About AB

WHO'S ANNA?

The simple answer is nobody knows!

Named by Commander Charles Wilkes as part of his local 1841 survey expedition, the south bay of Hood Canal located at the Great Bend has been known at various times as Anna’s Bay, Annos Bay, and Anna Bay. At best guess, it seems that sometime about 1872, the apostrophe disappeared (not unlike what happened to Hood’s Canal). The identity of Anna however, remains a mystery.

"Nothing," Wilkes wrote "can be more striking than the beauty of these waters without a shoal or rock or any danger for the whole length of this Internal Navigation, the finest in the world.”

It was this beauty that began to attract artists soon after the turn of the last century, including a young Orre Nelson Nobles. He first arrived on the shores of Union as a 17-year-old in the summer of 1913. He had booked passage on the sternwheeler S.S. Chippewa from Tacoma with 675 other sightseers, kicking off what was to be not only a lifetime of travel, but a lifelong romance with the south shore of Hood Canal. After his graduation from Bellingham Normal, he returned to teach in the one-room school at Tahuya (on the north shore) from 1914-1917.

In 1924 using salvaged stain-glassed windows, doors and beams, and even a recovered pipe organ, he built his famous Music Room at Olympus Manor. Here Nobles held dramatic readings and operatic concerts, attracting musicians and scholars as well as lovers of music and art. In the summer of 1925, Nobles finally achieved his long-sought vision for a center on Hood Canal that would play host to a variety of arts and performance activities. The Seattle Times and the Tacoma Sunday Ledger both featured extensive accounts of the inaugural festivities, which ran from July 25 through August 10 that year. Performances were coordinated by members of the Cornish College of the Arts and University of Washington music and drama faculty, as well as Seattle baritone George Nelson, and the Mendelsohn Trio.

In succeeding years it became common for professional musicians, en route to performances in Seattle and Tacoma, to schedule a visit and often a performance or two here on Anna’s Bay. Until the loss of the hall to accidental fire in 1952, the performance activities at Olympus Manor became a year-round (rather than strictly summertime) event, and the hub of a vibrant arts colony - our state’s first. The community of artists, musicians and arts patrons that were originally attracted by the area’s spectacular scenery went on to become an important part of the early culture and character of Mason County, enriching the community in many ways.

We at the Anna’s Bay are working to revitalize this proud legacy, and to make our community a showcase of the many benefits of music.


--- Work item ---
Without any of the pictures, set down the data below exactly.

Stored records
..........
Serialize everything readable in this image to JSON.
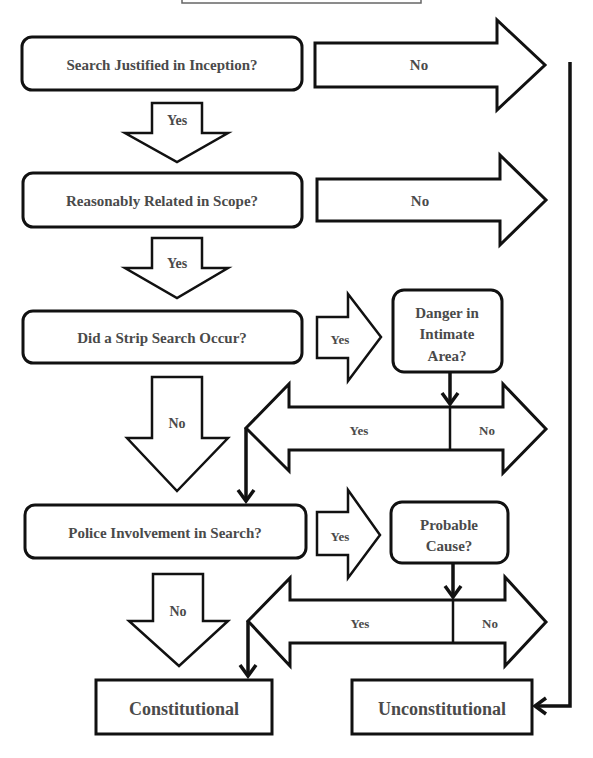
{
  "diagram": {
    "title_box": {
      "text": ""
    },
    "questions": [
      {
        "id": "q1",
        "label": "Search Justified in Inception?"
      },
      {
        "id": "q2",
        "label": "Reasonably Related in Scope?"
      },
      {
        "id": "q3",
        "label": "Did a Strip Search Occur?"
      },
      {
        "id": "q4",
        "label": "Police Involvement in Search?"
      }
    ],
    "sub_questions": [
      {
        "id": "danger",
        "lines": [
          "Danger in",
          "Intimate",
          "Area?"
        ]
      },
      {
        "id": "probable",
        "lines": [
          "Probable",
          "Cause?"
        ]
      }
    ],
    "arrows": {
      "q1_no": "No",
      "q1_yes": "Yes",
      "q2_no": "No",
      "q2_yes": "Yes",
      "q3_yes": "Yes",
      "q3_no": "No",
      "danger_yes": "Yes",
      "danger_no": "No",
      "q4_yes": "Yes",
      "q4_no": "No",
      "probable_yes": "Yes",
      "probable_no": "No"
    },
    "outcomes": {
      "constitutional": "Constitutional",
      "unconstitutional": "Unconstitutional"
    }
  }
}
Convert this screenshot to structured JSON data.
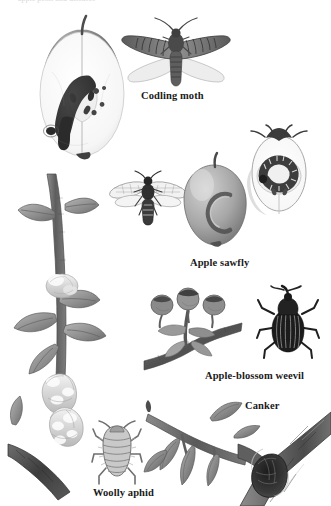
{
  "plate": {
    "medium": "grayscale engraving / watercolor plate",
    "background_color": "#ffffff",
    "ink_color": "#1a1a1a",
    "top_cutoff_text": "apple pests and diseases",
    "labels": [
      {
        "id": "codling-moth",
        "text": "Codling moth",
        "x": 141,
        "y": 90,
        "size": 10.5
      },
      {
        "id": "apple-sawfly",
        "text": "Apple sawfly",
        "x": 190,
        "y": 257,
        "size": 10.5
      },
      {
        "id": "apple-blossom-weevil",
        "text": "Apple-blossom weevil",
        "x": 205,
        "y": 370,
        "size": 10.5
      },
      {
        "id": "canker",
        "text": "Canker",
        "x": 245,
        "y": 400,
        "size": 10.5
      },
      {
        "id": "woolly-aphid",
        "text": "Woolly aphid",
        "x": 93,
        "y": 487,
        "size": 10.5
      }
    ],
    "figures": [
      {
        "id": "cut-apple-with-codling-larva",
        "caption_for": "Codling moth",
        "description": "Apple cut in half lengthwise showing pale flesh, core and a dark frass-filled tunnel with codling moth larva, plus an entry hole on the skin",
        "x": 18,
        "y": 14,
        "w": 128,
        "h": 152
      },
      {
        "id": "codling-moth-adult",
        "caption_for": "Codling moth",
        "description": "Adult codling moth, wings spread, dark striated forewings and pale hindwings, feathery antennae",
        "x": 118,
        "y": 16,
        "w": 116,
        "h": 76
      },
      {
        "id": "sawfly-adult",
        "caption_for": "Apple sawfly",
        "description": "Adult apple sawfly with transparent veined wings and banded abdomen",
        "x": 108,
        "y": 168,
        "w": 78,
        "h": 60
      },
      {
        "id": "apple-with-sawfly-scar",
        "caption_for": "Apple sawfly",
        "description": "Whole apple with curved ribbon-like surface scar caused by sawfly larva",
        "x": 172,
        "y": 155,
        "w": 82,
        "h": 95
      },
      {
        "id": "apple-section-with-sawfly-larva",
        "caption_for": "Apple sawfly",
        "description": "Apple cut across showing curled sawfly larva feeding in the core",
        "x": 232,
        "y": 124,
        "w": 92,
        "h": 104
      },
      {
        "id": "damaged-blossom-truss",
        "caption_for": "Apple-blossom weevil",
        "description": "Apple blossom truss on a twig with capped, browned unopened flowers damaged by weevil larvae",
        "x": 142,
        "y": 285,
        "w": 104,
        "h": 80
      },
      {
        "id": "apple-blossom-weevil-adult",
        "caption_for": "Apple-blossom weevil",
        "description": "Adult apple-blossom weevil, dark body, striated elytra, long curved snout and elbowed antennae",
        "x": 256,
        "y": 286,
        "w": 62,
        "h": 72
      },
      {
        "id": "apple-shoot-with-woolly-aphid",
        "caption_for": "Woolly aphid",
        "description": "Apple shoot with leaves and grey stem bearing lumpy white waxy woolly-aphid colonies",
        "x": 8,
        "y": 168,
        "w": 112,
        "h": 320
      },
      {
        "id": "woolly-aphid-enlarged",
        "caption_for": "Woolly aphid",
        "description": "Greatly enlarged woolly aphid, plump segmented body with legs and short antennae",
        "x": 92,
        "y": 420,
        "w": 48,
        "h": 66
      },
      {
        "id": "wilted-shoot-canker",
        "caption_for": "Canker",
        "description": "Apple shoot with drooping wilted brown leaves, symptom of canker infection",
        "x": 142,
        "y": 398,
        "w": 110,
        "h": 100
      },
      {
        "id": "cankered-branch",
        "caption_for": "Canker",
        "description": "Branch crotch with a rough, sunken dark canker lesion in the bark",
        "x": 238,
        "y": 412,
        "w": 93,
        "h": 94
      }
    ]
  }
}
..........
--- Solution to the problem ---
Serialize everything readable in this image to JSON.
{
  "diagram": {
    "title_box": {
      "text": ""
    },
    "questions": [
      {
        "id": "q1",
        "label": "Search Justified in Inception?"
      },
      {
        "id": "q2",
        "label": "Reasonably Related in Scope?"
      },
      {
        "id": "q3",
        "label": "Did a Strip Search Occur?"
      },
      {
        "id": "q4",
        "label": "Police Involvement in Search?"
      }
    ],
    "sub_questions": [
      {
        "id": "danger",
        "lines": [
          "Danger in",
          "Intimate",
          "Area?"
        ]
      },
      {
        "id": "probable",
        "lines": [
          "Probable",
          "Cause?"
        ]
      }
    ],
    "arrows": {
      "q1_no": "No",
      "q1_yes": "Yes",
      "q2_no": "No",
      "q2_yes": "Yes",
      "q3_yes": "Yes",
      "q3_no": "No",
      "danger_yes": "Yes",
      "danger_no": "No",
      "q4_yes": "Yes",
      "q4_no": "No",
      "probable_yes": "Yes",
      "probable_no": "No"
    },
    "outcomes": {
      "constitutional": "Constitutional",
      "unconstitutional": "Unconstitutional"
    }
  }
}
Convert this screenshot to structured JSON data.
{
  "plate": {
    "medium": "grayscale engraving / watercolor plate",
    "background_color": "#ffffff",
    "ink_color": "#1a1a1a",
    "top_cutoff_text": "apple pests and diseases",
    "labels": [
      {
        "id": "codling-moth",
        "text": "Codling moth",
        "x": 141,
        "y": 90,
        "size": 10.5
      },
      {
        "id": "apple-sawfly",
        "text": "Apple sawfly",
        "x": 190,
        "y": 257,
        "size": 10.5
      },
      {
        "id": "apple-blossom-weevil",
        "text": "Apple-blossom weevil",
        "x": 205,
        "y": 370,
        "size": 10.5
      },
      {
        "id": "canker",
        "text": "Canker",
        "x": 245,
        "y": 400,
        "size": 10.5
      },
      {
        "id": "woolly-aphid",
        "text": "Woolly aphid",
        "x": 93,
        "y": 487,
        "size": 10.5
      }
    ],
    "figures": [
      {
        "id": "cut-apple-with-codling-larva",
        "caption_for": "Codling moth",
        "description": "Apple cut in half lengthwise showing pale flesh, core and a dark frass-filled tunnel with codling moth larva, plus an entry hole on the skin",
        "x": 18,
        "y": 14,
        "w": 128,
        "h": 152
      },
      {
        "id": "codling-moth-adult",
        "caption_for": "Codling moth",
        "description": "Adult codling moth, wings spread, dark striated forewings and pale hindwings, feathery antennae",
        "x": 118,
        "y": 16,
        "w": 116,
        "h": 76
      },
      {
        "id": "sawfly-adult",
        "caption_for": "Apple sawfly",
        "description": "Adult apple sawfly with transparent veined wings and banded abdomen",
        "x": 108,
        "y": 168,
        "w": 78,
        "h": 60
      },
      {
        "id": "apple-with-sawfly-scar",
        "caption_for": "Apple sawfly",
        "description": "Whole apple with curved ribbon-like surface scar caused by sawfly larva",
        "x": 172,
        "y": 155,
        "w": 82,
        "h": 95
      },
      {
        "id": "apple-section-with-sawfly-larva",
        "caption_for": "Apple sawfly",
        "description": "Apple cut across showing curled sawfly larva feeding in the core",
        "x": 232,
        "y": 124,
        "w": 92,
        "h": 104
      },
      {
        "id": "damaged-blossom-truss",
        "caption_for": "Apple-blossom weevil",
        "description": "Apple blossom truss on a twig with capped, browned unopened flowers damaged by weevil larvae",
        "x": 142,
        "y": 285,
        "w": 104,
        "h": 80
      },
      {
        "id": "apple-blossom-weevil-adult",
        "caption_for": "Apple-blossom weevil",
        "description": "Adult apple-blossom weevil, dark body, striated elytra, long curved snout and elbowed antennae",
        "x": 256,
        "y": 286,
        "w": 62,
        "h": 72
      },
      {
        "id": "apple-shoot-with-woolly-aphid",
        "caption_for": "Woolly aphid",
        "description": "Apple shoot with leaves and grey stem bearing lumpy white waxy woolly-aphid colonies",
        "x": 8,
        "y": 168,
        "w": 112,
        "h": 320
      },
      {
        "id": "woolly-aphid-enlarged",
        "caption_for": "Woolly aphid",
        "description": "Greatly enlarged woolly aphid, plump segmented body with legs and short antennae",
        "x": 92,
        "y": 420,
        "w": 48,
        "h": 66
      },
      {
        "id": "wilted-shoot-canker",
        "caption_for": "Canker",
        "description": "Apple shoot with drooping wilted brown leaves, symptom of canker infection",
        "x": 142,
        "y": 398,
        "w": 110,
        "h": 100
      },
      {
        "id": "cankered-branch",
        "caption_for": "Canker",
        "description": "Branch crotch with a rough, sunken dark canker lesion in the bark",
        "x": 238,
        "y": 412,
        "w": 93,
        "h": 94
      }
    ]
  }
}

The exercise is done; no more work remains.